Document what happens if the primary-secondary setup is subject to a cosmic ray
Background:
- https://groups.google.com/a/chromium.org/g/ct-policy/c/PCkKU357M2Q/m/zmaD_ezAAQAJ
- https://groups.google.com/a/chromium.org/g/ct-policy/c/S17_j-WJ6dI
Fortunately sigsum does not have SCTs which makes things a bit better; submitters also resubmit entries by default until they have been (correctly) merged (without bit-flips). So my intuition would be that this is not going to affect end users, and mainly be a headache for log operators that need to communicate what happened, why, and who is affected. It would be a good idea to hash this out in detail, so that if/when it happens, it is already clear which steps to take moving forward.
Here's a brief sketch as a starting point. It is probably missing some cases and was noted down way too quickly, be warned. :)
- case a) bit-flip while the add-leaf request has yet to be merged in the primary
- case b) bit-flip after the add-leaf request was merged in primary but before replicated at the secondary
- case c) bit-flip after the add-leaf request has been merged in both primary and secondary
- case d) bit-flip in the tree head right before the log signs it
- case e) more cases?
What can be flipped for add-leaf blobs?
- key_hash
- checksum
- signature
What can be flipped relating to (signed) tree heads?
- (constants)
- tree size
- root hash
- signature
Drafty notes for why I think this would not really have that much impact:
- case a) we will sequence and replicate the wrong leaf request; the submitter already re-submits the right request so recovery is automatic. The annoying part is if we sequence an invalid checksum or signature, which a monitor would spot and consider log misbehavior. I think this would be hand-waved as "ops, cosmic ray as you can see. Sorry about that".
- case b) i guess due to subtree caching in trillian the secondary will download the flipped leaf which will not correspond to the primary's tree, so everything halts (due to inconsistencies) before the primary moves its (externally signed) tree head forward
- case c) i think this just means we would return the wrong (bit-flipped) log-entry on the get-entries endpoint; so rebuilding the tree would fail for monitors and incluion queries for that entry would similarly fail. Once the bit-flip is fixed, we should be back in a good state.
- case d) witnesses would not cosign because the tree head is invalid, similarly any inclusion proofs returned to this tree head would be invalid so submitters would similarly reject them. Strictly speaking a split-view, but one that would likely be resolved by explaining what happened and resetting state in trillian.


> **What the task asks**: Print the data below exactly as it stands, and keep the pictures out.
═══
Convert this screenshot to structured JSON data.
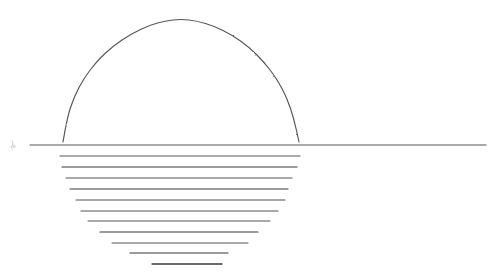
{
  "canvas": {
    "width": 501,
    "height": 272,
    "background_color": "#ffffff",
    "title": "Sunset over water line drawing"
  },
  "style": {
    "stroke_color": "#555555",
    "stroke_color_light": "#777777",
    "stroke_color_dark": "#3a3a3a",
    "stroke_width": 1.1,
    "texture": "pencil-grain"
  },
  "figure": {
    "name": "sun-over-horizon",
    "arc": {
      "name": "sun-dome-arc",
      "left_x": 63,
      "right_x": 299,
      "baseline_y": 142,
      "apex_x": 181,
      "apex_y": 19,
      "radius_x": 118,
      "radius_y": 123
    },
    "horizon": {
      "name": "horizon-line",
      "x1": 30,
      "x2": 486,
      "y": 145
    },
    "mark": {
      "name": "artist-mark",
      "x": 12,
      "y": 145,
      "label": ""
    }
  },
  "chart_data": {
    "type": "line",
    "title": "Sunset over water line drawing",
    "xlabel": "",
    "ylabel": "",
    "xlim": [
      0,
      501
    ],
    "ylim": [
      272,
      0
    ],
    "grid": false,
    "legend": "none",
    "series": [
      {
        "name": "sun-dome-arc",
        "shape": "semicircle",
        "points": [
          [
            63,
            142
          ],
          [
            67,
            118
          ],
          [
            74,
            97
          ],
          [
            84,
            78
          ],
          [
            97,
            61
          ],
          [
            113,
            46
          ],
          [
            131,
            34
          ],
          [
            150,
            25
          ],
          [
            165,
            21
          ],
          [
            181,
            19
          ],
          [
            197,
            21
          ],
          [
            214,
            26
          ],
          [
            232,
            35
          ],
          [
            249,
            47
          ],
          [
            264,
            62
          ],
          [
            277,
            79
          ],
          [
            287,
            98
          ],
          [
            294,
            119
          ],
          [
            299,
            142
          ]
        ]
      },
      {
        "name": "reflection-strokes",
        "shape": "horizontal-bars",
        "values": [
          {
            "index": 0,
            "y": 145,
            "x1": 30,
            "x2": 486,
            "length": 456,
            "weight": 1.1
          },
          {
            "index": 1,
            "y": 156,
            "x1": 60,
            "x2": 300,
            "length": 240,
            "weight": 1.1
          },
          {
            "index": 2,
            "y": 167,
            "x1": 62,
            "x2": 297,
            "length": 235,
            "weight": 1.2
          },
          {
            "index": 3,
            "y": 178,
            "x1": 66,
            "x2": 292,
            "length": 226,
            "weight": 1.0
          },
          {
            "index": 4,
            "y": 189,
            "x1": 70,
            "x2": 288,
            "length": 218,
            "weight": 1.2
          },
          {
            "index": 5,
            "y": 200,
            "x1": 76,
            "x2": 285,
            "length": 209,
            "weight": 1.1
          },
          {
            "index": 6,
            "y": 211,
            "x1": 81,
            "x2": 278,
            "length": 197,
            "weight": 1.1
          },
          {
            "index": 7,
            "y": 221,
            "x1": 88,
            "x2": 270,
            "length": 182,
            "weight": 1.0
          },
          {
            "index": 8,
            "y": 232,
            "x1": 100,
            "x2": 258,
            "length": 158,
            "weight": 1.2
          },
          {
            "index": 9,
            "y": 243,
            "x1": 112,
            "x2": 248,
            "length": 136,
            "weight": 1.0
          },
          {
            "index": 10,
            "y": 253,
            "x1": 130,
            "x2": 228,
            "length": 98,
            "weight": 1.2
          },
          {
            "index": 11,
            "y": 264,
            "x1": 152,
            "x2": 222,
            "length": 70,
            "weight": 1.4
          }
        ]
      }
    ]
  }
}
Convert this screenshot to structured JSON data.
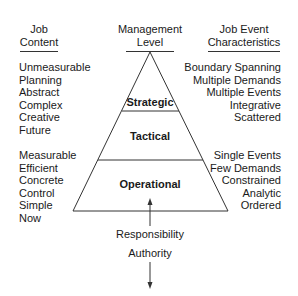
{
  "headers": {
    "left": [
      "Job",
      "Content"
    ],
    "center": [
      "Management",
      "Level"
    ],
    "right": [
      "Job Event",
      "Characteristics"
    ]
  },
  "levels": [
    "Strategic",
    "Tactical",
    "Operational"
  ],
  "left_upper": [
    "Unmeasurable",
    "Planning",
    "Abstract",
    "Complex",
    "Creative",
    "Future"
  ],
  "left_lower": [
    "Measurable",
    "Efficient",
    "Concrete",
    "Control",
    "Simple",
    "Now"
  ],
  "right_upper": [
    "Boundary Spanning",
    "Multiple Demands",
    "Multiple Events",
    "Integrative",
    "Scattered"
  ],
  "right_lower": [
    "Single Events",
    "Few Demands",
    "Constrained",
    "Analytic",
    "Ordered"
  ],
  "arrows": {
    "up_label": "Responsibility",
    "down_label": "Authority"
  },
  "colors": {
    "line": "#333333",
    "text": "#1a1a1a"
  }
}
═══
> **Response area**:
Convert this screenshot to structured JSON data.
{
  "canvas": {
    "width": 501,
    "height": 272,
    "background_color": "#ffffff",
    "title": "Sunset over water line drawing"
  },
  "style": {
    "stroke_color": "#555555",
    "stroke_color_light": "#777777",
    "stroke_color_dark": "#3a3a3a",
    "stroke_width": 1.1,
    "texture": "pencil-grain"
  },
  "figure": {
    "name": "sun-over-horizon",
    "arc": {
      "name": "sun-dome-arc",
      "left_x": 63,
      "right_x": 299,
      "baseline_y": 142,
      "apex_x": 181,
      "apex_y": 19,
      "radius_x": 118,
      "radius_y": 123
    },
    "horizon": {
      "name": "horizon-line",
      "x1": 30,
      "x2": 486,
      "y": 145
    },
    "mark": {
      "name": "artist-mark",
      "x": 12,
      "y": 145,
      "label": ""
    }
  },
  "chart_data": {
    "type": "line",
    "title": "Sunset over water line drawing",
    "xlabel": "",
    "ylabel": "",
    "xlim": [
      0,
      501
    ],
    "ylim": [
      272,
      0
    ],
    "grid": false,
    "legend": "none",
    "series": [
      {
        "name": "sun-dome-arc",
        "shape": "semicircle",
        "points": [
          [
            63,
            142
          ],
          [
            67,
            118
          ],
          [
            74,
            97
          ],
          [
            84,
            78
          ],
          [
            97,
            61
          ],
          [
            113,
            46
          ],
          [
            131,
            34
          ],
          [
            150,
            25
          ],
          [
            165,
            21
          ],
          [
            181,
            19
          ],
          [
            197,
            21
          ],
          [
            214,
            26
          ],
          [
            232,
            35
          ],
          [
            249,
            47
          ],
          [
            264,
            62
          ],
          [
            277,
            79
          ],
          [
            287,
            98
          ],
          [
            294,
            119
          ],
          [
            299,
            142
          ]
        ]
      },
      {
        "name": "reflection-strokes",
        "shape": "horizontal-bars",
        "values": [
          {
            "index": 0,
            "y": 145,
            "x1": 30,
            "x2": 486,
            "length": 456,
            "weight": 1.1
          },
          {
            "index": 1,
            "y": 156,
            "x1": 60,
            "x2": 300,
            "length": 240,
            "weight": 1.1
          },
          {
            "index": 2,
            "y": 167,
            "x1": 62,
            "x2": 297,
            "length": 235,
            "weight": 1.2
          },
          {
            "index": 3,
            "y": 178,
            "x1": 66,
            "x2": 292,
            "length": 226,
            "weight": 1.0
          },
          {
            "index": 4,
            "y": 189,
            "x1": 70,
            "x2": 288,
            "length": 218,
            "weight": 1.2
          },
          {
            "index": 5,
            "y": 200,
            "x1": 76,
            "x2": 285,
            "length": 209,
            "weight": 1.1
          },
          {
            "index": 6,
            "y": 211,
            "x1": 81,
            "x2": 278,
            "length": 197,
            "weight": 1.1
          },
          {
            "index": 7,
            "y": 221,
            "x1": 88,
            "x2": 270,
            "length": 182,
            "weight": 1.0
          },
          {
            "index": 8,
            "y": 232,
            "x1": 100,
            "x2": 258,
            "length": 158,
            "weight": 1.2
          },
          {
            "index": 9,
            "y": 243,
            "x1": 112,
            "x2": 248,
            "length": 136,
            "weight": 1.0
          },
          {
            "index": 10,
            "y": 253,
            "x1": 130,
            "x2": 228,
            "length": 98,
            "weight": 1.2
          },
          {
            "index": 11,
            "y": 264,
            "x1": 152,
            "x2": 222,
            "length": 70,
            "weight": 1.4
          }
        ]
      }
    ]
  }
}
Convert this screenshot to structured JSON data.
{
  "headers": {
    "left": [
      "Job",
      "Content"
    ],
    "center": [
      "Management",
      "Level"
    ],
    "right": [
      "Job Event",
      "Characteristics"
    ]
  },
  "levels": [
    "Strategic",
    "Tactical",
    "Operational"
  ],
  "left_upper": [
    "Unmeasurable",
    "Planning",
    "Abstract",
    "Complex",
    "Creative",
    "Future"
  ],
  "left_lower": [
    "Measurable",
    "Efficient",
    "Concrete",
    "Control",
    "Simple",
    "Now"
  ],
  "right_upper": [
    "Boundary Spanning",
    "Multiple Demands",
    "Multiple Events",
    "Integrative",
    "Scattered"
  ],
  "right_lower": [
    "Single Events",
    "Few Demands",
    "Constrained",
    "Analytic",
    "Ordered"
  ],
  "arrows": {
    "up_label": "Responsibility",
    "down_label": "Authority"
  },
  "colors": {
    "line": "#333333",
    "text": "#1a1a1a"
  }
}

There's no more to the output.